When my sons were young, I took them to the Nantahala Village to visit the artisans and learn about Native American history in the South. We toured the village and watched as women were weaving baskets and men were working with wood, shaping it with knives and heat. To be present with an artisan is to be present with a Zen master. No thought, just a careful dedication to the craft in front of them.

Since that profound experience in the village, I have been craving to use my hands to create something, to get away from academe, from conceptual thought, and from the ego-building that scholarship seems to require. Our attention has become focused only on the outside of us. No more daydreaming to fuel imagination, no more idle thought that leads to creativity, and no more simply being present with our children or partners. This creative lived experience is exactly what I had been craving, and I have found it in a little bakery taking little yellow clumps of dough and shaping them into the perfect brioche balls.

Shaping dough is an interesting process. A bit of thought is required, but mostly the dough expresses itself as its own entity. One heavy finger and the imprint stays with it through proofing and baking. I am reminded of the flow of life. In the hustle culture, we must “make things happen.” This culture is as harmful to the flow of our lives as forcing dough on our terms is to the final loaf. Shaping dough takes practice. The fledgling baker has an idea of what the end product should look like, so she naturally forces the dough into the desired shape as quickly and as forcefully as possible. The dough reacts badly. Dough must be handled gently, finessed slowly into balls or shapes or forms. The experienced baker learns quickly that the hand and the mind must become one with the dough. Just like the orchestra and the audience become one in the flow of the music, the art of baking requires the same symbiosis. I have not yet found this perfect balance, but I am learning how to silence my own will to finesse the dough, to press with the perfect amount of pressure with the lines of my hands. There is also the time to stop and wait. When the dough starts to glisten, I have taken too long to shape the dough, and it must be cooled again. The process is beautiful, and silent, and artful.

My ultimate goal is to own and run a guinguette. In the 1800s in Paris, artists used to leave the city and go out to the countryside to frequent outdoor bistros where they would dance and eat and drink to find again their imagination and creativity. Fueling my own creativity has evidenced how necessary these spaces are now - the conviviality, the connection with nature, and the carefully and thoughtfully created cuisine.

I am chronicling my experience in the hopes that others will join me in finding their creative spaces and their lost imagination. I am eager to chronicle this experience not only in terms of how my baking skills develop and my guinguette comes to life, but I also want to share how this daring adventure teaches me how to live more fully and to be more present, and how following a life-long dream changes me from the inside out. I hope you will follow along.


*EXERCISE DETAILS:*
Reproduce each entry exactly as it reads. Leave the images out.

─── RECORDS SHOWN

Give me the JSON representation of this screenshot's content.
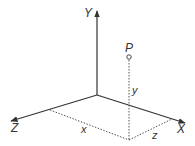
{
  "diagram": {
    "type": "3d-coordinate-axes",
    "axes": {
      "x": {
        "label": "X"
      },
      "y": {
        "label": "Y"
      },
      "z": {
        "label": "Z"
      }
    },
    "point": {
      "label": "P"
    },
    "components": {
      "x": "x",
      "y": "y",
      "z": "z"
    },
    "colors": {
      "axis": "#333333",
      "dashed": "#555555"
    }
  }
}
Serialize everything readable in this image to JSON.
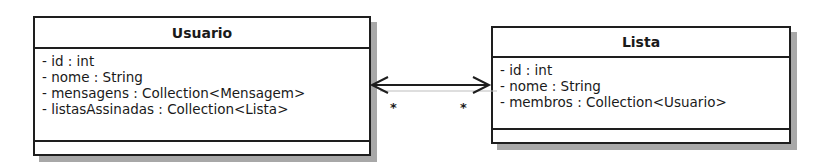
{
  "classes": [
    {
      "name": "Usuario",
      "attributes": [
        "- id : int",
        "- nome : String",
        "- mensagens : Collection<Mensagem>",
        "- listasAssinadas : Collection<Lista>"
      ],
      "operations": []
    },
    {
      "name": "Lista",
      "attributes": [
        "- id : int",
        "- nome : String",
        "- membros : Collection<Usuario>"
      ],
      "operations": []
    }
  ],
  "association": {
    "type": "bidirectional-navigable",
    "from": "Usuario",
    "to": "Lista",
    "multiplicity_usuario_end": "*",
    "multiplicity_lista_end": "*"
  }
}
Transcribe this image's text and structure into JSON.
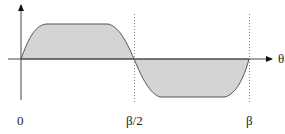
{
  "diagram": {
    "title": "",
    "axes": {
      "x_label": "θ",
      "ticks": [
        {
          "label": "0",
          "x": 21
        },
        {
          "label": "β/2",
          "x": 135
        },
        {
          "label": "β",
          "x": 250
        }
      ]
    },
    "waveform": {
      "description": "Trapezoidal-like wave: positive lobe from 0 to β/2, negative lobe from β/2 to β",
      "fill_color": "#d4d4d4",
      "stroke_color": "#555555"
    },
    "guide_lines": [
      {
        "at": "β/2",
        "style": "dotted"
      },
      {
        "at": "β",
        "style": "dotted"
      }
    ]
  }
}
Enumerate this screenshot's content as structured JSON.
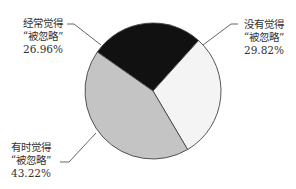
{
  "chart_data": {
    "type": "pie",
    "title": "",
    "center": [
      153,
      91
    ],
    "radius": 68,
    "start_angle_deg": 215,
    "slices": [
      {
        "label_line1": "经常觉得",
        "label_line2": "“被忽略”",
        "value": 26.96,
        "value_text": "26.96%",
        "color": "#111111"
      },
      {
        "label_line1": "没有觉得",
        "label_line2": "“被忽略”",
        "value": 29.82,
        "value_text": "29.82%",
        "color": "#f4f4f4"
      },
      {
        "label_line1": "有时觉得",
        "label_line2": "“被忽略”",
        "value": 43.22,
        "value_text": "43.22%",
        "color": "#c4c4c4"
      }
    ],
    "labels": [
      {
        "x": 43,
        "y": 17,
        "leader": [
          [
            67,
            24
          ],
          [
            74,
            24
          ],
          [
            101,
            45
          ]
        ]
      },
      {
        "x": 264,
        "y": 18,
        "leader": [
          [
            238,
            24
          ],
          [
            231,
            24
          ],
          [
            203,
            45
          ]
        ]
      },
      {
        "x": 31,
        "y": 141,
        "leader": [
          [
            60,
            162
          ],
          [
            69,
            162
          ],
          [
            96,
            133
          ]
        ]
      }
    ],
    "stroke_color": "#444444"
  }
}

──────

*SOLUTION:*
Give me the JSON representation of this screenshot's content.
{
  "diagram": {
    "type": "3d-coordinate-axes",
    "axes": {
      "x": {
        "label": "X"
      },
      "y": {
        "label": "Y"
      },
      "z": {
        "label": "Z"
      }
    },
    "point": {
      "label": "P"
    },
    "components": {
      "x": "x",
      "y": "y",
      "z": "z"
    },
    "colors": {
      "axis": "#333333",
      "dashed": "#555555"
    }
  }
}
Serialize everything readable in this image to JSON.
{
  "classes": [
    {
      "name": "Usuario",
      "attributes": [
        "- id : int",
        "- nome : String",
        "- mensagens : Collection<Mensagem>",
        "- listasAssinadas : Collection<Lista>"
      ],
      "operations": []
    },
    {
      "name": "Lista",
      "attributes": [
        "- id : int",
        "- nome : String",
        "- membros : Collection<Usuario>"
      ],
      "operations": []
    }
  ],
  "association": {
    "type": "bidirectional-navigable",
    "from": "Usuario",
    "to": "Lista",
    "multiplicity_usuario_end": "*",
    "multiplicity_lista_end": "*"
  }
}
Transcribe this image's text and structure into JSON.
{
  "diagram": {
    "title": "",
    "axes": {
      "x_label": "θ",
      "ticks": [
        {
          "label": "0",
          "x": 21
        },
        {
          "label": "β/2",
          "x": 135
        },
        {
          "label": "β",
          "x": 250
        }
      ]
    },
    "waveform": {
      "description": "Trapezoidal-like wave: positive lobe from 0 to β/2, negative lobe from β/2 to β",
      "fill_color": "#d4d4d4",
      "stroke_color": "#555555"
    },
    "guide_lines": [
      {
        "at": "β/2",
        "style": "dotted"
      },
      {
        "at": "β",
        "style": "dotted"
      }
    ]
  }
}
Enumerate this screenshot's content as structured JSON.
{
  "chart_data": {
    "type": "pie",
    "title": "",
    "center": [
      153,
      91
    ],
    "radius": 68,
    "start_angle_deg": 215,
    "slices": [
      {
        "label_line1": "经常觉得",
        "label_line2": "“被忽略”",
        "value": 26.96,
        "value_text": "26.96%",
        "color": "#111111"
      },
      {
        "label_line1": "没有觉得",
        "label_line2": "“被忽略”",
        "value": 29.82,
        "value_text": "29.82%",
        "color": "#f4f4f4"
      },
      {
        "label_line1": "有时觉得",
        "label_line2": "“被忽略”",
        "value": 43.22,
        "value_text": "43.22%",
        "color": "#c4c4c4"
      }
    ],
    "labels": [
      {
        "x": 43,
        "y": 17,
        "leader": [
          [
            67,
            24
          ],
          [
            74,
            24
          ],
          [
            101,
            45
          ]
        ]
      },
      {
        "x": 264,
        "y": 18,
        "leader": [
          [
            238,
            24
          ],
          [
            231,
            24
          ],
          [
            203,
            45
          ]
        ]
      },
      {
        "x": 31,
        "y": 141,
        "leader": [
          [
            60,
            162
          ],
          [
            69,
            162
          ],
          [
            96,
            133
          ]
        ]
      }
    ],
    "stroke_color": "#444444"
  }
}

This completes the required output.